Two firemen pull a hose onto the bridge and aim it at the glow coming at them through the trees, big spray of mist, not a thick stream of water like I'd expect. Three more men are hauling some equipment down the bank, getting ready to use a portable pump to refill the engine's tank with creek water.

“Oh no! Oh no!” Ma keeps whispering to herself over and over, one hand to her cheek, the other on Becky's head. We can't see what's behind the fire, just one big mass of gray smoke, but we know there's some houses in that woods. Some right nice ones too. Cars are coming to a stop now behind the fire truck, men won't let them
cross the bridge even if they got a house over there. People get out of their cars and come down to stand by us.

“The drought's turned the whole woods to kindling,” one woman says. “Do you suppose there's even enough water in the creek to fight this thing?
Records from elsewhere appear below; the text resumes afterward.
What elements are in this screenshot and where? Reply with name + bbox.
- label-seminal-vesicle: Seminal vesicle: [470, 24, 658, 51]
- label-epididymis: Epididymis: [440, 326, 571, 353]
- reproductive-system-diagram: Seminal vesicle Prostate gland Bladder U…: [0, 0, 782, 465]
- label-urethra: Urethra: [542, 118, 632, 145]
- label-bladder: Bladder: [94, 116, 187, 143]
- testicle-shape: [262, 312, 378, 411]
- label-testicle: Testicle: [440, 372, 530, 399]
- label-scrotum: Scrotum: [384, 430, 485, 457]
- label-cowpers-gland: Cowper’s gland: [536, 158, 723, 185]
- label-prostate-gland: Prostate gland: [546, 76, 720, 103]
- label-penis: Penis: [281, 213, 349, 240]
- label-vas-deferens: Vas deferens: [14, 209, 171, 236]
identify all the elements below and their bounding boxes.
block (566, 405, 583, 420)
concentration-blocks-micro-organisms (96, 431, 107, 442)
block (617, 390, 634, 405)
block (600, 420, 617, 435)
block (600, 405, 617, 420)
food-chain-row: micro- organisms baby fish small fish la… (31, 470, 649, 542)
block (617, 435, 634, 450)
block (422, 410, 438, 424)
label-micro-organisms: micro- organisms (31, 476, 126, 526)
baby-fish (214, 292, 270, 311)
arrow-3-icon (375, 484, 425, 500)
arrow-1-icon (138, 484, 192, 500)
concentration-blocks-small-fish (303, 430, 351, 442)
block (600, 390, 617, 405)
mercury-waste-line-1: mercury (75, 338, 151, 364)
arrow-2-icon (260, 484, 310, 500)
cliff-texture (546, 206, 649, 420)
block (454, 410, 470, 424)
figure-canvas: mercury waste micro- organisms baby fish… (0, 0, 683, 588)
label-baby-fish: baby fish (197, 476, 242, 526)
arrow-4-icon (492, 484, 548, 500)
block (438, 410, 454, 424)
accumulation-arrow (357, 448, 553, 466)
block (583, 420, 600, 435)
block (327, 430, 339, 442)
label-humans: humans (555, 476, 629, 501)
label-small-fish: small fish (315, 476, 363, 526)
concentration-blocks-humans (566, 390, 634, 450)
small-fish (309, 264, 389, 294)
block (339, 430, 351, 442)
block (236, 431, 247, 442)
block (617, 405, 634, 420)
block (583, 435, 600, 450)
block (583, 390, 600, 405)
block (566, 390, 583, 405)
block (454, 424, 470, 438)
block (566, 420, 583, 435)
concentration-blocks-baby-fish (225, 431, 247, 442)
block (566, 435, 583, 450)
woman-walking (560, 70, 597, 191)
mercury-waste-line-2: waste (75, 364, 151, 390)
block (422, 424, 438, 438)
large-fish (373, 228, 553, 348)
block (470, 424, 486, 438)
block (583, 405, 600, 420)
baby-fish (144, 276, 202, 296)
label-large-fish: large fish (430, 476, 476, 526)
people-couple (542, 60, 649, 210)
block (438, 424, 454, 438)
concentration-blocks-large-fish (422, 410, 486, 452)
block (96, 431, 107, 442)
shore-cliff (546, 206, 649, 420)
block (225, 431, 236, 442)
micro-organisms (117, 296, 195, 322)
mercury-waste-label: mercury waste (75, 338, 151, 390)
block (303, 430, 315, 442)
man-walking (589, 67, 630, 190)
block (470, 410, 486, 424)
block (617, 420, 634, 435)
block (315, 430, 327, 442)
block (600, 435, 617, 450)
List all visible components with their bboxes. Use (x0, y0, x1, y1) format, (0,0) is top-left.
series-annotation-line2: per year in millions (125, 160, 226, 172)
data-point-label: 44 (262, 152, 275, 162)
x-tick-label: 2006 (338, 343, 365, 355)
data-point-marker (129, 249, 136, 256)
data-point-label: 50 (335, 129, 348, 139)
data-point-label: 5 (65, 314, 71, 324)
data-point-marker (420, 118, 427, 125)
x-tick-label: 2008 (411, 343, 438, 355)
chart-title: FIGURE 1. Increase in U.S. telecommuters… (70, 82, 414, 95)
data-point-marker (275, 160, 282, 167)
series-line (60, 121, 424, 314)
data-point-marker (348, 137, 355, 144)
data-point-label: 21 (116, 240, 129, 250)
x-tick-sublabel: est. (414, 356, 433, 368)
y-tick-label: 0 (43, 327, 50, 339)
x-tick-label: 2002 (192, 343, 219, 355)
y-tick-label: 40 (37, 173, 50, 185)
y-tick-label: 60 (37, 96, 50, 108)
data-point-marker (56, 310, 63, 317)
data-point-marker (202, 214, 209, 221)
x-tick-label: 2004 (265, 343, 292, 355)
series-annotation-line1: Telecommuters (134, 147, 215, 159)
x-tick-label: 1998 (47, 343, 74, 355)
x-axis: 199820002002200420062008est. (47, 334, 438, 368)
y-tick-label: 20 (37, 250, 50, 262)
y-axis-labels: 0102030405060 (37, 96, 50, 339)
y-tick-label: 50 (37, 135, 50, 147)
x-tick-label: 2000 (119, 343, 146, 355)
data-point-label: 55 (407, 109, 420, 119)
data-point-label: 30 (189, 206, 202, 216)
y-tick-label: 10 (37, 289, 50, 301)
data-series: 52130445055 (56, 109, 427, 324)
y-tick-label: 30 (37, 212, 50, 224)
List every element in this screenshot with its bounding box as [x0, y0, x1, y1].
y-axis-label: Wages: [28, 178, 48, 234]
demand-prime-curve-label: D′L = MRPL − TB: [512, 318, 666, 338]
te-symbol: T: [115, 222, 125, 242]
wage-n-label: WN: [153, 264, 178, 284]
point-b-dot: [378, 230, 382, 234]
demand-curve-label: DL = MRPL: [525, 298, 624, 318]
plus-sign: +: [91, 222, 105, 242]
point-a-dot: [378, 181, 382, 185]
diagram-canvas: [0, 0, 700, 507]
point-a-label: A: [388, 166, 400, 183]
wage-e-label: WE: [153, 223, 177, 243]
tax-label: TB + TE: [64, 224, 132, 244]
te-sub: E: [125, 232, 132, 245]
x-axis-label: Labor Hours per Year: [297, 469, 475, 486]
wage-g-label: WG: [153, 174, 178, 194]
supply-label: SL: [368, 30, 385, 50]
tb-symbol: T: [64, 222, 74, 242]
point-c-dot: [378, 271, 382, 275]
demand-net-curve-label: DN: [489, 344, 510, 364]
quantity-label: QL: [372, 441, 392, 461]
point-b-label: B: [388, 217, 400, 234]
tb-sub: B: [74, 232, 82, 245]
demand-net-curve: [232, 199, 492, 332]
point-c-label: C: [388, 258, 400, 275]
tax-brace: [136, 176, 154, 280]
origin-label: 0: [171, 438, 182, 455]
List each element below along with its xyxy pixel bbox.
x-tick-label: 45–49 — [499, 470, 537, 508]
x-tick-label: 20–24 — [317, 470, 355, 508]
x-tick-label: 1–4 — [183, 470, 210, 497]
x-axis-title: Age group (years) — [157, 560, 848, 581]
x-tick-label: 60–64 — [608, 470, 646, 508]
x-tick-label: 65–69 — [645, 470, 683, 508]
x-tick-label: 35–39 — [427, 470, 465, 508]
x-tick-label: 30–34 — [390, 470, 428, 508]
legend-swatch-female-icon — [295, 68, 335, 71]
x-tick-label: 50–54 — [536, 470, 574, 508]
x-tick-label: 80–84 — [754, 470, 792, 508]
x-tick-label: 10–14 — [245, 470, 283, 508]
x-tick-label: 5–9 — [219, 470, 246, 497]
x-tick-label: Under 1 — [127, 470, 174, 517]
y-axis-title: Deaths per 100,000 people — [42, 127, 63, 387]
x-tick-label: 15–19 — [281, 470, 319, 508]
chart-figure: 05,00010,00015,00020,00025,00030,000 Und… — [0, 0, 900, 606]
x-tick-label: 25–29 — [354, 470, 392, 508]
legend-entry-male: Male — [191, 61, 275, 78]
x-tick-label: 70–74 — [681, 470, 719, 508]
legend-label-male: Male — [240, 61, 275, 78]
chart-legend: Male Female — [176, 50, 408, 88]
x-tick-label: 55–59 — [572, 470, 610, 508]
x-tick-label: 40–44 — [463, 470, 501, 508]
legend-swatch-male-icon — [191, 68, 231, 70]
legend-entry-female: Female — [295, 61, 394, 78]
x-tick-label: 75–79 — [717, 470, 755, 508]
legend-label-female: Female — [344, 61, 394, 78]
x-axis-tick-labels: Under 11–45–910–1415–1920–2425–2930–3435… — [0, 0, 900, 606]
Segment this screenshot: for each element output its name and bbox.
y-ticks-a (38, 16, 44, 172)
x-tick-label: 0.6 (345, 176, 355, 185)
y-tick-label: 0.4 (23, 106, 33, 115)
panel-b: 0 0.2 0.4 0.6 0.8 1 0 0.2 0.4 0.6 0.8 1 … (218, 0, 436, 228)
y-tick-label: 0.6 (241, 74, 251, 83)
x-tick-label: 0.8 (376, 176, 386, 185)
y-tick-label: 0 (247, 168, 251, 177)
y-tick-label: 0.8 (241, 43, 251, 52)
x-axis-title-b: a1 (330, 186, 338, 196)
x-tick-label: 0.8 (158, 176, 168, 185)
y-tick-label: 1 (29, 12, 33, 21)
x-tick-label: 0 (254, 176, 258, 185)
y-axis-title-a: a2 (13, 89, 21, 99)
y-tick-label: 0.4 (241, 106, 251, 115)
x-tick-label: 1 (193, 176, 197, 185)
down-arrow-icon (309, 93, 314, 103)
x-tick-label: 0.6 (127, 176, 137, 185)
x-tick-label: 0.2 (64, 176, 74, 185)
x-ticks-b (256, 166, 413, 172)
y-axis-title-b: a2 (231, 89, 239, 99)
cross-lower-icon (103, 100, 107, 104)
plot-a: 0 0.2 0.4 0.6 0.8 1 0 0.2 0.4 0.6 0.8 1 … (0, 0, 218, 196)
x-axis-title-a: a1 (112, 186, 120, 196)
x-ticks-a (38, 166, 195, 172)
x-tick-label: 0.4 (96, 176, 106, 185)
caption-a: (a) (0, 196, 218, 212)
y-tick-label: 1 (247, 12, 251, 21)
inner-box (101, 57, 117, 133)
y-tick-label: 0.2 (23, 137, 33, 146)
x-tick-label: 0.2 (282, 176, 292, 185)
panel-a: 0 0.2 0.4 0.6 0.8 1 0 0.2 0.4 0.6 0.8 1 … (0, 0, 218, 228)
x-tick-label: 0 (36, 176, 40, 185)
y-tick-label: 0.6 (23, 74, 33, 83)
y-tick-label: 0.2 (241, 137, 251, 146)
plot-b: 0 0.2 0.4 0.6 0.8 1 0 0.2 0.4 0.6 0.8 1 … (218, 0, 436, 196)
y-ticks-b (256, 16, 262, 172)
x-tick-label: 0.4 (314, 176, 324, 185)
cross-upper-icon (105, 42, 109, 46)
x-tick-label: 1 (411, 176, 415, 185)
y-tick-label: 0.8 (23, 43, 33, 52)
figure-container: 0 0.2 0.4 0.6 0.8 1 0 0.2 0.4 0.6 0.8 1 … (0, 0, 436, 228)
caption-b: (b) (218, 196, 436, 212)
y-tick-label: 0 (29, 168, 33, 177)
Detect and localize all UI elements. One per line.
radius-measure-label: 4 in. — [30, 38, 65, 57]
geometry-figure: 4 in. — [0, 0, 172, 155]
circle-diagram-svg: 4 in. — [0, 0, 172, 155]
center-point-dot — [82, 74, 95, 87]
Water level was already down two feet.”

“It's all we've got,” a man answers. “No hydrants up here.”

A tall tree, burning, falls to the ground on the other side, and the whole sky seems to light up for a minute or two, the flames so high, sparks going everywhere, setting more dry brush on fire.

Becky pulls Ma's hand away and looks up at her. “Is that hell?” she asks in a tiny voice.

Ma swoops down and lifts her up, hugs her. “No, Becky,” she says, trying to sound calm. “This is just a terrible accident that shouldn't have happened.”

Dara Lynn's crawled up a crabapple tree so she can see better. The line of cars behind the fire truck is longer, more coming all the time. Then I see this dark-green pickup come barreling up over the hill. It slows down, like all the others, then swerves over onto the shoulder, front tires in the field.

Judd Travers jumps out and starts running toward the bridge.

“I got to see Judd,” I tell Ma, and I'm running up the road to meet him.

By the time I get there, though, Judd's standing still, one hand to his forehead, eyes fixed on the fiery woods across the creek and the blackened land behind it. Suddenly his legs seem to give way. He squats down there in the road and buries his head on his arms.

I stoop down beside him.

“Judd, you okay?” I say.

“My dogs . . . ,” he's saying, over and over.

“I let 'em loose, Judd,” I tell him. “I don't know where they went, but they run off.”

He jerks around. “You got 'em out?”

“Yeah, I was—”

But I don't get a chance to say any more, 'cause he's got one arm around my shoulder so hard I almost sit down on the ground.

“Thank you, Marty. Thank you,” he says.

And then, almost as though he'd just thought of it, he says, “My trailer burned up, didn't it?”